Senate debates

Thursday, 12 August 2021

Bills

Counter-Terrorism Legislation Amendment (Sunsetting Review and Other Measures) Bill 2021; In Committee

12:29 pm

Photo of Nick McKimNick McKim (Tasmania, Australian Greens) Share this | Hansard source

I won't hold the Senate up unduly but I will make the point that once again the major parties in this place are in lock step on an erosion of rights and freedoms in our country. This legislation, like so many other pieces of legislation that have passed through this parliament and state and territory parliaments in the last couple of decades, erodes fundamental rights and freedoms.

It is worth pointing out, yet again, that Australia remains the only liberal democracy in the world that does not have some kind of charter of rights or bill of rights, whether constitutionally enshrined or legislatively enshrined, and it is the absence of such a charter of rights or bill of rights that makes it so much easier for the major parties to collude in walking us ever further down the dangerous path to a police state and a surveillance state.

In the last two decades, Commonwealth, state or territory parliaments have passed well over 200 pieces of legislation that erode fundamental rights and freedoms in the name of counterterrorism. It is worth pointing out that many of those pieces of legislation have been introduced in the name of counterterrorism, and then the powers, often very intrusive powers, contained in those pieces of legislation are used for intelligence gathering or data harvesting that has nothing to do with counterterrorism. I will give colleagues just one example, which is that the metadata retention laws are being used not to keep us safe from terrorists but for local governments to gather evidence to prosecute their ratepayers for having unregistered pets. That is where we find ourselves today, colleagues.
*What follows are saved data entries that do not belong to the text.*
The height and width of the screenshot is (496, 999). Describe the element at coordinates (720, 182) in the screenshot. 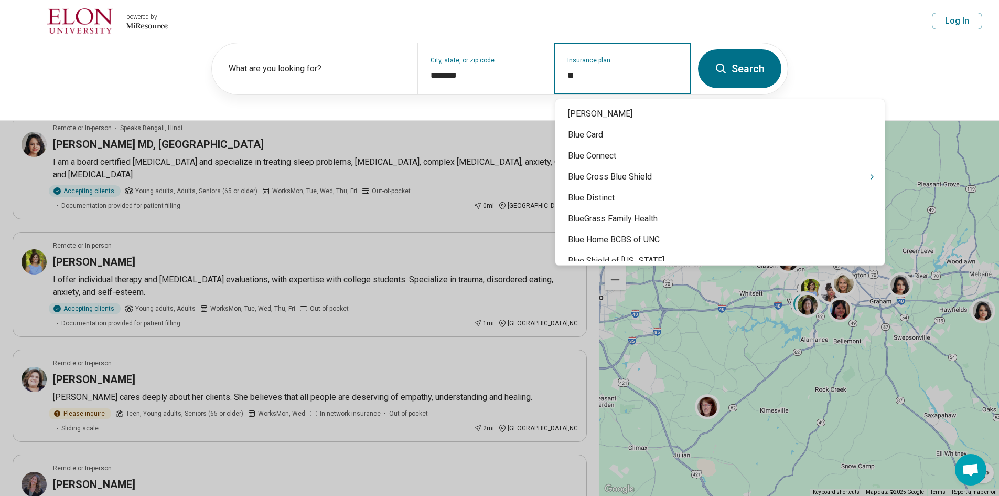

I see `div: Suggestions` at that location.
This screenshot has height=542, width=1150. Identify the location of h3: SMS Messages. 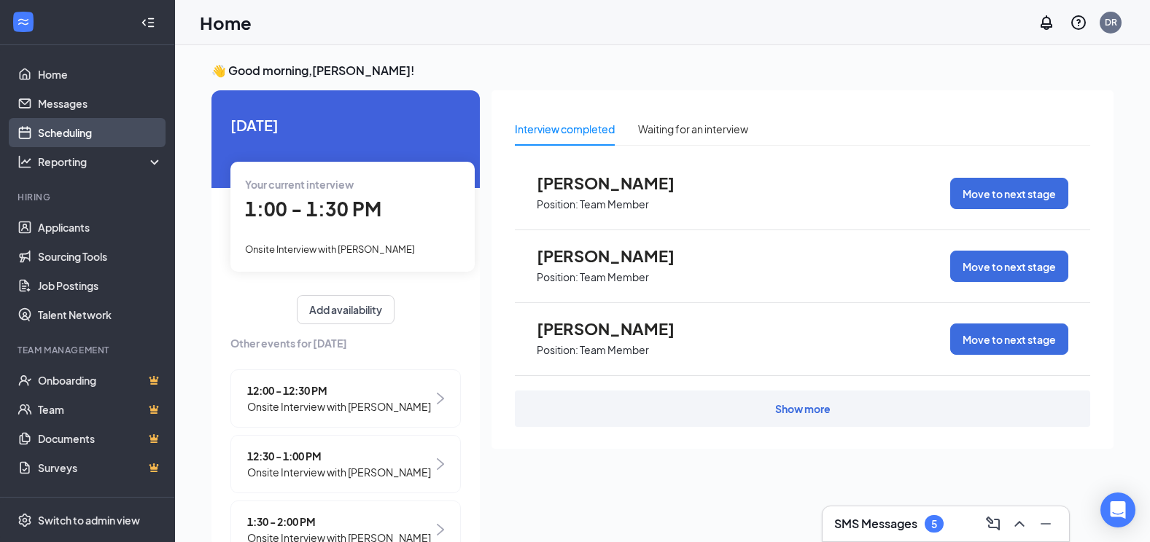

These powers, which we consistently grant through our parliaments because the major parties are in lock step on these issues, are dangerous. They have not been argued for comprehensively. Our terrorism threat level has remained unchanged over many years in this country, yet we continue to see pieces of legislation coming to this place and passed with the support of both the major parties. That, unfortunately, is what we're seeing today.